Nobody Saw This Coming: Gary Bettman’s Controversial Decision Has Canadian Fans Seeing Red

With Houston and Austin currently being examined, Gary Bettman has turned NHL expansion from background noise into a live procedure.

 

This is the true advance. Bettman informed the Board of Governors that the league would begin looking into Houston or Austin, which is a considerably clearer sign than the typical “we’ll listen” statement.

 

And that’s important since the NHL has been publicly against hurrying toward team 33 over the past year. Even with interest increasing in several areas, Bettman stated previously this month that the league was not prepared to grow.

 

The path now seems more constrained and significant. This isn’t like Atlanta, Indianapolis, New Orleans, and everyone else drifting around the board all at once. Texas has been narrowed down to two cities.

 

It has long felt that Houston is a more lucrative hockey business. The league authorities have already stated that the starting fee for any expansion would be $2 billion, making it the biggest U.S. market without an NHL club.

 

This isn’t about curiosity, as that price alone will show you. The NHL is seeking a significant ownership group, a genuine arena solution, and a market that will immediately offer value rather than requiring years of runway.

 

The twist is Austin. It was just recently brought up in the expansion discussion, but it has been recognized as a legitimate market of interest and gives the league another fast-growing Texas alternative to compare to Houston.

 

Gary Bettman’s most recent action will not be well received by Canadian hockey fans.

Because of this, Bettman’s phrasing works. Even this spring, the message was still sluggish, cautious, and undecided, and a year ago, the NHL wasn’t accepting official proposals.

 

On paper, Houston still seems to be the better choice. The city has been associated with ownership interest from Tilman Fertitta and Dan Friedkin, and it has a larger existing major-league sports footprint.

 

However, if the league wishes to wager on where the sport might establish a new footing rather than just where the statistics are already, Austin has growth, enthusiasm, and a cleaner “new market” atmosphere. That is what makes this more than just a formality.

 

No new franchise is available as of today. Bettman has not announced a winner, timeline, or vote, and the NHL is still comprised of 32 teams.

 

Yet, this is more than simply rumor chatter. Gary Bettman has now pointed the process directly at Austin and Houston, establishing Texas as the center of the league’s upcoming big decision regarding the map.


Assignment: Leaving the images aside, print every record in the material exactly.

━━━

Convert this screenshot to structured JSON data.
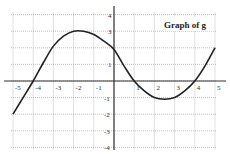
{
  "chart_data": {
    "type": "line",
    "title": "Graph of g",
    "xlabel": "",
    "ylabel": "",
    "xlim": [
      -5,
      5
    ],
    "ylim": [
      -4,
      4
    ],
    "grid": true,
    "x_ticks": [
      "-5",
      "-4",
      "-3",
      "-2",
      "-1",
      "1",
      "2",
      "3",
      "4",
      "5"
    ],
    "y_ticks": [
      "4",
      "3",
      "1",
      "-1",
      "-2",
      "-3",
      "-4"
    ],
    "series": [
      {
        "name": "g",
        "x": [
          -5,
          -4.5,
          -4,
          -3.5,
          -3,
          -2.5,
          -2,
          -1.5,
          -1,
          -0.5,
          0,
          0.5,
          1,
          1.5,
          2,
          2.5,
          3,
          3.5,
          4,
          4.5,
          5
        ],
        "y": [
          -2,
          -1,
          0,
          1.1,
          2.1,
          2.7,
          3,
          3,
          2.8,
          2.4,
          1.9,
          0.9,
          0,
          -0.6,
          -1,
          -1.1,
          -1,
          -0.6,
          0,
          0.9,
          2
        ]
      }
    ]
  },
  "colors": {
    "curve": "#222222",
    "grid": "#999999",
    "axis": "#333333"
  }
}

━━━

Solution to this exercise:
Convert this screenshot to structured JSON data.
{
  "chart_data": {
    "type": "line",
    "title": "Graph of g",
    "xlabel": "",
    "ylabel": "",
    "xlim": [
      -5,
      5
    ],
    "ylim": [
      -4,
      4
    ],
    "grid": true,
    "x_ticks": [
      "-5",
      "-4",
      "-3",
      "-2",
      "-1",
      "1",
      "2",
      "3",
      "4",
      "5"
    ],
    "y_ticks": [
      "4",
      "3",
      "1",
      "-1",
      "-2",
      "-3",
      "-4"
    ],
    "series": [
      {
        "name": "g",
        "x": [
          -5,
          -4.5,
          -4,
          -3.5,
          -3,
          -2.5,
          -2,
          -1.5,
          -1,
          -0.5,
          0,
          0.5,
          1,
          1.5,
          2,
          2.5,
          3,
          3.5,
          4,
          4.5,
          5
        ],
        "y": [
          -2,
          -1,
          0,
          1.1,
          2.1,
          2.7,
          3,
          3,
          2.8,
          2.4,
          1.9,
          0.9,
          0,
          -0.6,
          -1,
          -1.1,
          -1,
          -0.6,
          0,
          0.9,
          2
        ]
      }
    ]
  },
  "colors": {
    "curve": "#222222",
    "grid": "#999999",
    "axis": "#333333"
  }
}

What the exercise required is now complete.